You cringe looking at photos of yourself because you think that a picture is an honest reflection of what you look like. You think that beauty is a static, fixed quality that you either posses or you don’t. But decades of research reveals that beauty simply doesn’t work that way.

Studies support the idea that a photograph only shows you a fraction of what we consider physically beautiful about a person. You cringe looking at photos of yourself because you think that a picture is an honest reflection of what you look like. You think that beauty is a static, fixed quality that you either posses or you don’t. But decades of research reveals that beauty simply doesn’t work that way. In one study, published in the Journal of Social Psychology, researchers found that “an individual’s attractiveness encompasses much more than simply her or his physical qualities…a great deal of empirical research has suggested that beauty is a multi-faceted feature that should include variables of dynamic attractiveness.”

photogenic woman

Dynamic attractiveness is something the researchers talk a lot about, these are qualities that are nearly impossible to capture in a photograph, like body language, sense of humor, charisma, tone of voice and physical energy. Have you ever met someone that you were largely indifferent to physically, but then the more you got to know them the more attractive they became? Have you ever met someone everyone thought was attractive but you just didn’t see it? That’s dynamic attractiveness at work. It’s real beauty beyond the photograph. It’s something much harder to fake, commodify, and manipulate.

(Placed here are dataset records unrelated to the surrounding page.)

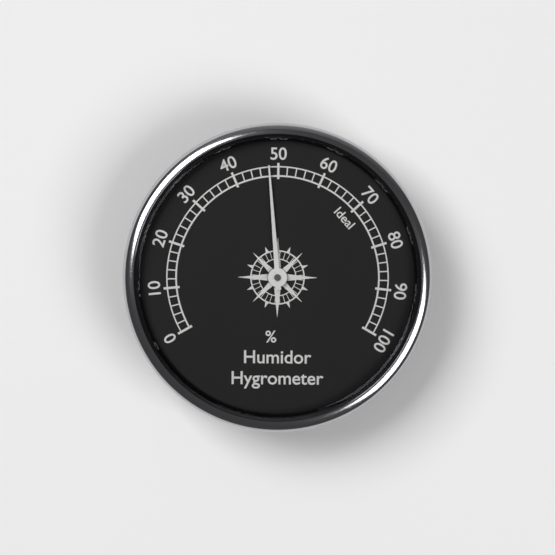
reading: 48 %
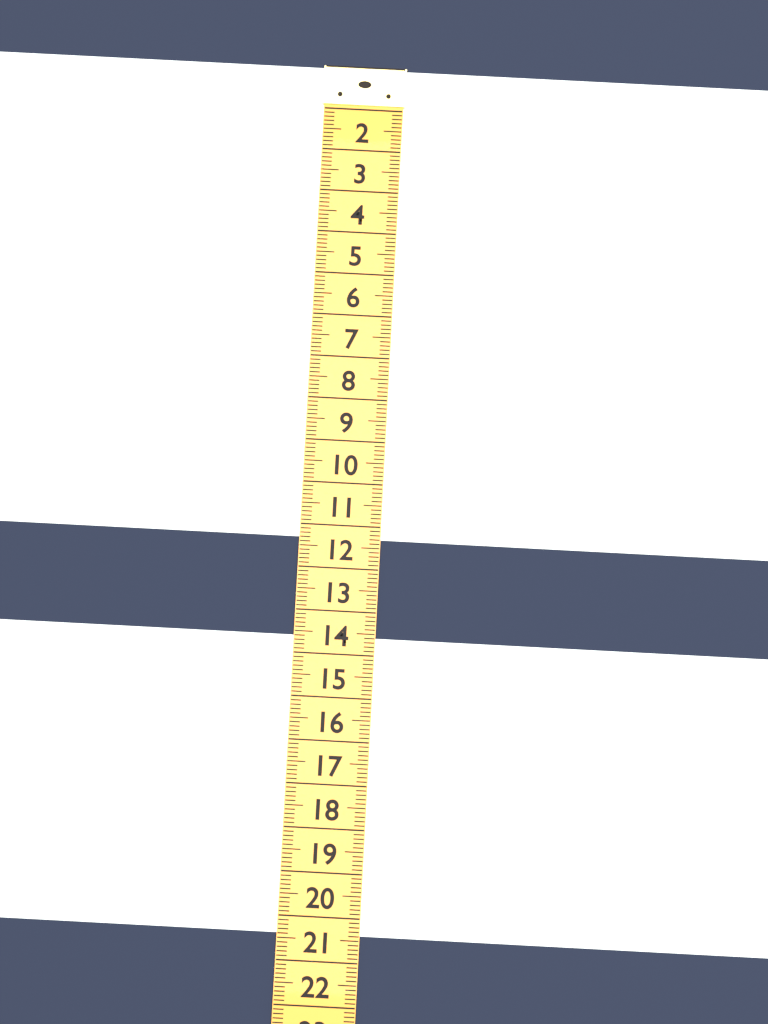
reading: 11.3 (no unit)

In a study by Dr. Ronald Riggio, he and his team brought college students into a lab where they were videotaped and photographed speaking and meeting with people who were going to rate them on their physical attractiveness. They found that dynamic qualities of beauty predicted who was going to be rated as beautiful far beyond the effects of static qualities of beauty. In this sense, what makes you beautiful goes far beyond a simple two dimensional representation. You are your movements, your grace, posture, your voice, your kindness, your wit, you smell. You are an accumulation of a million things the camera simply cannot see. Our cultural definition of beauty needs to be expanded to include a person’s dynamic qualities.

A photograph is just perspective. These are two images of the same girl.

If the research is any indication, kindness will make you as beautiful as makeup, or a new haircut. Which is a good thing, since kindness takes less time, and a lot less money than reinventing your whole look.

It’s a major paradigm shift. It has the potential to truly change the way we think about human beauty. The camera shouldn’t be the measure by which you judge your appearance. It’s a intake to assume that what the camera sees is necessarily an accurate representation of how you, or anyone else, looks. “Dynamic expressive style might compensate for lack of static physical attractiveness,” explains Dr. Riggio, “there are plenty of people who are not classically beautiful or handsome, but are still very attractive to others.” So maybe, just maybe, we should all stress a little less about what shampoo to use, and which shade of lipstick to wear, and try a personality upgrade on for a change. If the research is any indication, kindness will make you as beautiful as makeup, or a new haircut. Which is a good thing, since kindness takes less time, and a lot less money than reinventing your whole look.

Natalia Borecka

Natalia is the editor in chief and publisher of Lone Wolf Magazine. She founded the publication in 2012.